When your child finds it hard
If you see discouragement, drop the numbers lower (to 5) and return to plain "taking away" with objects — no rush, no competition. Choose cooperative games where you win together, and set the level so success comes often. A short, successful game once a day does more than a long, frustrating session now and then.
Why play sticks
When a child moves the blocks, rolls the dice and watches a group "shrink," they build a picture of subtraction a worksheet can't give. That picture stays — later, at 8 − 3, they "see" a real situation behind the symbol. Play also removes pressure: a slip in a game doesn't sting like a "wrong answer" in a notebook, so children try again more readily.
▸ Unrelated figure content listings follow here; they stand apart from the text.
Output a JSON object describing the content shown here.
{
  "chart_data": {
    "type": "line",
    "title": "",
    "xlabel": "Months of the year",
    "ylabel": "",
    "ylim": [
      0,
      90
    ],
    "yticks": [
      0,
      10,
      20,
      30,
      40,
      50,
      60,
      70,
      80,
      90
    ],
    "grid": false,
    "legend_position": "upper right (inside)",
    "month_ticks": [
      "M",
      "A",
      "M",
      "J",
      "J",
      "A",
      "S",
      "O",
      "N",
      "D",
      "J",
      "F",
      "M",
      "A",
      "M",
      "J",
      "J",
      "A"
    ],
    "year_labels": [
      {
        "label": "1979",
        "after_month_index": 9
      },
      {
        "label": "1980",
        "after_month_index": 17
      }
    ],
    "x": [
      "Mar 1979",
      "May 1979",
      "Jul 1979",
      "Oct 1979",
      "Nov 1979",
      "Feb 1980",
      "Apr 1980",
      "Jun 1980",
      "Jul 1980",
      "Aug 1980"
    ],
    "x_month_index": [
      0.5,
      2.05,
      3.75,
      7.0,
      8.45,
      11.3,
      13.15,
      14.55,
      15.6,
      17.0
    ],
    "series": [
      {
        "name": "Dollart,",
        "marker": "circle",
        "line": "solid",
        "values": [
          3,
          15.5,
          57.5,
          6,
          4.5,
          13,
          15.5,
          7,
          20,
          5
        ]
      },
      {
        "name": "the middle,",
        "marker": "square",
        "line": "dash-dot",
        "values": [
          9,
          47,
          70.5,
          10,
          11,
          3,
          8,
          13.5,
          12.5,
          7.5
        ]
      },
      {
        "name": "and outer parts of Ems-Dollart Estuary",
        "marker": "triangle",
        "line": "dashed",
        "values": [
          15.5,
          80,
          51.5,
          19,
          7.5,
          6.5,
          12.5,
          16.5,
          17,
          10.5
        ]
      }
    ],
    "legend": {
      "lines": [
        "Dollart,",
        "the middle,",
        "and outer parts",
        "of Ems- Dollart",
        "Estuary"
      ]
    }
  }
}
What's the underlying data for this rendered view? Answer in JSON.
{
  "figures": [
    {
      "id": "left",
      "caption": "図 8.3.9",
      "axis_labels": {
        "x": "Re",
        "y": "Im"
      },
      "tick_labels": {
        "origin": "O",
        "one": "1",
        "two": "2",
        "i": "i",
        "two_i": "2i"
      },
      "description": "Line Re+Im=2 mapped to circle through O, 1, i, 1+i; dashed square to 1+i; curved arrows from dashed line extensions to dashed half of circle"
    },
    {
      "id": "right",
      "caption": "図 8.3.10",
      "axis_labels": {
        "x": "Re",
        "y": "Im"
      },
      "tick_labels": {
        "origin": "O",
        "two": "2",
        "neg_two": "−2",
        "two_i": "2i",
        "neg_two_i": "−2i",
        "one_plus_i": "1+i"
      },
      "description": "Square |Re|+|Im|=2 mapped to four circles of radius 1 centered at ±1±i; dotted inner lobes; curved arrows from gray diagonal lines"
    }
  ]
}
And the more successful tries, the stronger the confidence — making it easier to move on to harder numbers and subtraction across ten.
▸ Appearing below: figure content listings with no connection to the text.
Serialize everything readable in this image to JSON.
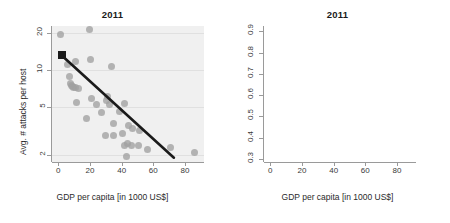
{
  "figure": {
    "background_color": "#ffffff",
    "panel_background_color": "#f0f0f0",
    "point_color": "#a0a0a0",
    "trend_color": "#1a1a1a",
    "marker_color": "#1a1a1a"
  },
  "chart_data": [
    {
      "type": "scatter",
      "title": "2011",
      "xlabel": "GDP per capita [in 1000 US$]",
      "ylabel": "Avg. # attacks per host",
      "xlim": [
        -4,
        92
      ],
      "ylim": [
        1.75,
        23
      ],
      "yscale": "log",
      "xscale": "linear",
      "grid": true,
      "legend": "none",
      "xticks": [
        0,
        20,
        40,
        60,
        80
      ],
      "yticks": [
        2,
        5,
        10,
        20
      ],
      "points": [
        {
          "x": 1.5,
          "y": 19.6
        },
        {
          "x": 2.0,
          "y": 13.2
        },
        {
          "x": 5.5,
          "y": 11.0
        },
        {
          "x": 7.0,
          "y": 8.9
        },
        {
          "x": 7.5,
          "y": 7.8
        },
        {
          "x": 8.0,
          "y": 7.5
        },
        {
          "x": 9.0,
          "y": 7.3
        },
        {
          "x": 9.5,
          "y": 7.2
        },
        {
          "x": 10.5,
          "y": 7.2
        },
        {
          "x": 11.0,
          "y": 11.8
        },
        {
          "x": 11.5,
          "y": 5.4
        },
        {
          "x": 13.0,
          "y": 7.1
        },
        {
          "x": 17.5,
          "y": 4.0
        },
        {
          "x": 19.5,
          "y": 21.5
        },
        {
          "x": 20.0,
          "y": 12.3
        },
        {
          "x": 21.0,
          "y": 5.8
        },
        {
          "x": 24.0,
          "y": 5.2
        },
        {
          "x": 27.5,
          "y": 4.5
        },
        {
          "x": 29.5,
          "y": 2.9
        },
        {
          "x": 30.5,
          "y": 5.6
        },
        {
          "x": 31.0,
          "y": 6.0
        },
        {
          "x": 32.5,
          "y": 5.2
        },
        {
          "x": 33.5,
          "y": 10.7
        },
        {
          "x": 34.5,
          "y": 3.6
        },
        {
          "x": 35.0,
          "y": 2.9
        },
        {
          "x": 38.5,
          "y": 4.6
        },
        {
          "x": 40.5,
          "y": 3.0
        },
        {
          "x": 41.5,
          "y": 5.3
        },
        {
          "x": 42.0,
          "y": 2.4
        },
        {
          "x": 43.0,
          "y": 1.95
        },
        {
          "x": 43.5,
          "y": 2.5
        },
        {
          "x": 44.5,
          "y": 3.5
        },
        {
          "x": 46.0,
          "y": 2.4
        },
        {
          "x": 47.0,
          "y": 3.3
        },
        {
          "x": 50.5,
          "y": 2.4
        },
        {
          "x": 51.5,
          "y": 3.2
        },
        {
          "x": 56.5,
          "y": 2.2
        },
        {
          "x": 70.5,
          "y": 2.3
        },
        {
          "x": 86.0,
          "y": 2.1
        }
      ],
      "trend": {
        "style": "straight-on-log",
        "start": {
          "x": 2.0,
          "y": 13.2
        },
        "end": {
          "x": 73.0,
          "y": 1.9
        }
      },
      "highlight_marker": {
        "x": 2.0,
        "y": 13.2,
        "shape": "square"
      }
    },
    {
      "type": "scatter",
      "title": "2011",
      "xlabel": "GDP per capita [in 1000 US$]",
      "ylabel": "% attacked hosts",
      "xlim": [
        -4,
        92
      ],
      "ylim": [
        0.285,
        0.925
      ],
      "yscale": "linear",
      "xscale": "linear",
      "grid": true,
      "legend": "none",
      "xticks": [
        0,
        20,
        40,
        60,
        80
      ],
      "yticks": [
        0.3,
        0.4,
        0.5,
        0.6,
        0.7,
        0.8,
        0.9
      ],
      "points": [
        {
          "x": 1.0,
          "y": 0.805
        },
        {
          "x": 2.0,
          "y": 0.79
        },
        {
          "x": 2.5,
          "y": 0.77
        },
        {
          "x": 3.5,
          "y": 0.73
        },
        {
          "x": 4.5,
          "y": 0.82
        },
        {
          "x": 5.0,
          "y": 0.69
        },
        {
          "x": 5.5,
          "y": 0.655
        },
        {
          "x": 6.0,
          "y": 0.66
        },
        {
          "x": 6.5,
          "y": 0.63
        },
        {
          "x": 7.5,
          "y": 0.775
        },
        {
          "x": 9.5,
          "y": 0.76
        },
        {
          "x": 10.5,
          "y": 0.755
        },
        {
          "x": 11.0,
          "y": 0.75
        },
        {
          "x": 11.5,
          "y": 0.72
        },
        {
          "x": 12.0,
          "y": 0.595
        },
        {
          "x": 13.0,
          "y": 0.7
        },
        {
          "x": 17.5,
          "y": 0.515
        },
        {
          "x": 19.0,
          "y": 0.76
        },
        {
          "x": 20.5,
          "y": 0.905
        },
        {
          "x": 21.5,
          "y": 0.69
        },
        {
          "x": 24.5,
          "y": 0.555
        },
        {
          "x": 26.5,
          "y": 0.63
        },
        {
          "x": 27.5,
          "y": 0.62
        },
        {
          "x": 29.5,
          "y": 0.445
        },
        {
          "x": 30.5,
          "y": 0.605
        },
        {
          "x": 31.5,
          "y": 0.61
        },
        {
          "x": 32.5,
          "y": 0.725
        },
        {
          "x": 33.5,
          "y": 0.53
        },
        {
          "x": 34.0,
          "y": 0.5
        },
        {
          "x": 35.5,
          "y": 0.505
        },
        {
          "x": 38.0,
          "y": 0.43
        },
        {
          "x": 39.5,
          "y": 0.6
        },
        {
          "x": 41.5,
          "y": 0.485
        },
        {
          "x": 42.5,
          "y": 0.325
        },
        {
          "x": 43.0,
          "y": 0.345
        },
        {
          "x": 44.5,
          "y": 0.49
        },
        {
          "x": 46.5,
          "y": 0.495
        },
        {
          "x": 48.0,
          "y": 0.49
        },
        {
          "x": 49.5,
          "y": 0.38
        },
        {
          "x": 51.0,
          "y": 0.49
        },
        {
          "x": 56.5,
          "y": 0.36
        },
        {
          "x": 70.5,
          "y": 0.385
        },
        {
          "x": 86.0,
          "y": 0.36
        }
      ],
      "trend": {
        "style": "curved-decay",
        "start": {
          "x": 2.0,
          "y": 0.775
        },
        "end": {
          "x": 85.0,
          "y": 0.31
        }
      },
      "highlight_marker": {
        "x": 2.0,
        "y": 0.775,
        "shape": "square"
      }
    }
  ]
}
Subtraction in everyday moments
Not everything has to be a board "game." The best practice often happens in passing:
- At snack time: "There were 4 strawberries, you ate 1 — how many are left?" The child counts what's on the plate.
- On the stairs: go up and down counting steps forward and back — stairs are a ready-made number line.
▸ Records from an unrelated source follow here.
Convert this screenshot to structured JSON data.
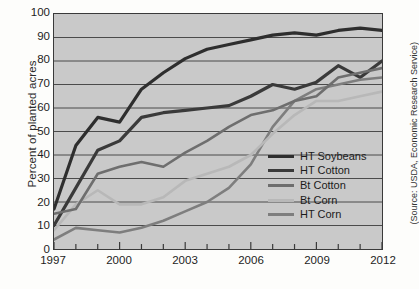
{
  "chart_data": {
    "type": "line",
    "title": "",
    "subtitle": "",
    "xlabel": "",
    "ylabel": "Percent of planted acres",
    "source_note": "(Source: USDA, Economic Research Service)",
    "xlim": [
      1997,
      2012
    ],
    "ylim": [
      0,
      100
    ],
    "grid": true,
    "grid_axis": "y",
    "legend_position": "inside-right-lower",
    "x": [
      1997,
      1998,
      1999,
      2000,
      2001,
      2002,
      2003,
      2004,
      2005,
      2006,
      2007,
      2008,
      2009,
      2010,
      2011,
      2012
    ],
    "xticks": [
      "1997",
      "2000",
      "2003",
      "2006",
      "2009",
      "2012"
    ],
    "xtick_values": [
      1997,
      2000,
      2003,
      2006,
      2009,
      2012
    ],
    "yticks": [
      "0",
      "10",
      "20",
      "30",
      "40",
      "50",
      "60",
      "70",
      "80",
      "90",
      "100"
    ],
    "ytick_values": [
      0,
      10,
      20,
      30,
      40,
      50,
      60,
      70,
      80,
      90,
      100
    ],
    "series": [
      {
        "name": "HT Soybeans",
        "color": "#2e2e2e",
        "width": 3.2,
        "values": [
          17,
          44,
          56,
          54,
          68,
          75,
          81,
          85,
          87,
          89,
          91,
          92,
          91,
          93,
          94,
          93
        ]
      },
      {
        "name": "HT Cotton",
        "color": "#3a3a3a",
        "width": 3.2,
        "values": [
          10,
          26,
          42,
          46,
          56,
          58,
          59,
          60,
          61,
          65,
          70,
          68,
          71,
          78,
          73,
          80
        ]
      },
      {
        "name": "Bt Cotton",
        "color": "#6e6e6e",
        "width": 2.6,
        "values": [
          15,
          17,
          32,
          35,
          37,
          35,
          41,
          46,
          52,
          57,
          59,
          63,
          65,
          73,
          75,
          77
        ]
      },
      {
        "name": "Bt Corn",
        "color": "#b8b8b8",
        "width": 2.6,
        "values": [
          8,
          19,
          25,
          19,
          19,
          22,
          29,
          32,
          35,
          40,
          49,
          57,
          63,
          63,
          65,
          67
        ]
      },
      {
        "name": "HT Corn",
        "color": "#7e7e7e",
        "width": 2.6,
        "values": [
          4,
          9,
          8,
          7,
          9,
          12,
          16,
          20,
          26,
          36,
          52,
          63,
          68,
          70,
          72,
          73
        ]
      }
    ]
  },
  "legend": {
    "items": [
      {
        "label": "HT Soybeans"
      },
      {
        "label": "HT Cotton"
      },
      {
        "label": "Bt Cotton"
      },
      {
        "label": "Bt Corn"
      },
      {
        "label": "HT Corn"
      }
    ]
  },
  "colors": {
    "plot_background": "#c9c9c9",
    "figure_background": "#fdfdfb",
    "axis": "#3a3a3a",
    "grid": "#4a4a4a"
  }
}
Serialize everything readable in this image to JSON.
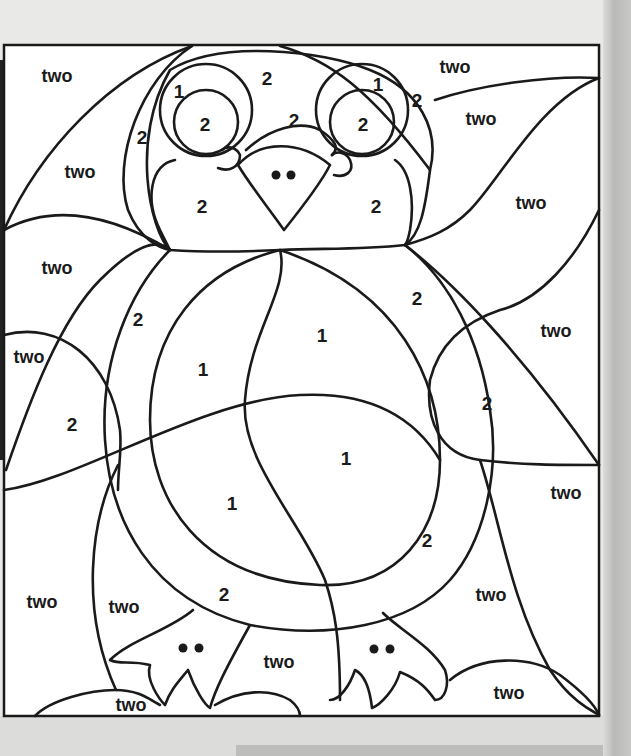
{
  "page": {
    "type": "color-by-number worksheet"
  },
  "colors": {
    "paper": "#ffffff",
    "line": "#1a1a1a",
    "surround": "#e8e8e6"
  },
  "labels": [
    {
      "text": "two",
      "x": 57,
      "y": 76
    },
    {
      "text": "2",
      "x": 267,
      "y": 78
    },
    {
      "text": "two",
      "x": 455,
      "y": 67
    },
    {
      "text": "1",
      "x": 179,
      "y": 91
    },
    {
      "text": "1",
      "x": 378,
      "y": 84
    },
    {
      "text": "2",
      "x": 417,
      "y": 100
    },
    {
      "text": "2",
      "x": 205,
      "y": 124
    },
    {
      "text": "2",
      "x": 294,
      "y": 120
    },
    {
      "text": "2",
      "x": 363,
      "y": 124
    },
    {
      "text": "two",
      "x": 481,
      "y": 119
    },
    {
      "text": "2",
      "x": 142,
      "y": 137
    },
    {
      "text": "two",
      "x": 80,
      "y": 172
    },
    {
      "text": "2",
      "x": 202,
      "y": 206
    },
    {
      "text": "2",
      "x": 376,
      "y": 206
    },
    {
      "text": "two",
      "x": 531,
      "y": 203
    },
    {
      "text": "two",
      "x": 57,
      "y": 268
    },
    {
      "text": "2",
      "x": 417,
      "y": 298
    },
    {
      "text": "2",
      "x": 138,
      "y": 319
    },
    {
      "text": "1",
      "x": 322,
      "y": 335
    },
    {
      "text": "two",
      "x": 556,
      "y": 331
    },
    {
      "text": "two",
      "x": 29,
      "y": 357
    },
    {
      "text": "1",
      "x": 203,
      "y": 369
    },
    {
      "text": "2",
      "x": 487,
      "y": 403
    },
    {
      "text": "2",
      "x": 72,
      "y": 424
    },
    {
      "text": "1",
      "x": 346,
      "y": 458
    },
    {
      "text": "two",
      "x": 566,
      "y": 493
    },
    {
      "text": "1",
      "x": 232,
      "y": 503
    },
    {
      "text": "2",
      "x": 427,
      "y": 540
    },
    {
      "text": "2",
      "x": 224,
      "y": 594
    },
    {
      "text": "two",
      "x": 42,
      "y": 602
    },
    {
      "text": "two",
      "x": 124,
      "y": 607
    },
    {
      "text": "two",
      "x": 491,
      "y": 595
    },
    {
      "text": "two",
      "x": 279,
      "y": 662
    },
    {
      "text": "two",
      "x": 509,
      "y": 693
    },
    {
      "text": "two",
      "x": 131,
      "y": 705
    }
  ]
}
- While tidying up: "There are 8 blocks on the floor, you put 5 in the box — how many are still out?"
- At the shop: let your child work out the change (even an estimate teaches the sense of "how much less").
These micro-questions, woven through the day, do more than one long session — because the child sees that numbers are useful. The key is a light tone: ask out of curiosity, don't "test." If your child isn't in the mood, let it go and come back another time. And now and then, swap roles — let the child make up a problem for you ("I ate 2 of 6, how many do I have?"). Inventing problems is a sign they understand subtraction, not just compute it.
Frequently asked questions
What age are these games for? Most work from age 5 with small numbers; the crossing-ten versions suit ages 6–7.
How long should we play each day? Short and regular wins — a few to a dozen minutes. One game a day in a good mood beats a long session once a week.
My child loses and gets discouraged — what do I do? Choose cooperative games (like a shared "how many did I hide?") over competition, and set the level so success is frequent.
Will games replace school learning? They won't replace it, but they support it well — building the number intuition that school can then build on.
You don't need to be a teacher to teach subtraction — dice, blocks and five good-humoured minutes are enough. Pick one game from the list and play it today. And when you'd like your child to practise subtraction independently, at the right level, try the City in EduBert.
Sources
- Play-based mathematics activities for families (study), ScienceDirect: sciencedirect.com
- Board games boost young kids' math skills (research review), Phys.org: phys.org

Written by the EduBert team
We create educational games that combine play with learning math.
Read also

How to Teach Subtraction to Kids (Ages 5–7): A Parent's Guide
Teach your 5–7-year-old subtraction step by step: concrete-to-abstract, the two meanings of subtraction, and crossing ten. Practical methods parents can use.

5 Addition Games You Can Make at Home
Simple, proven addition games you can make at home. Zero prep, maximum fun and learning.

How Much Time Should Your Child Spend on Math Each Day
How many minutes of daily math practice does a child need? Specific recommendations for preschoolers and grades 1-3. Consistency beats intensity.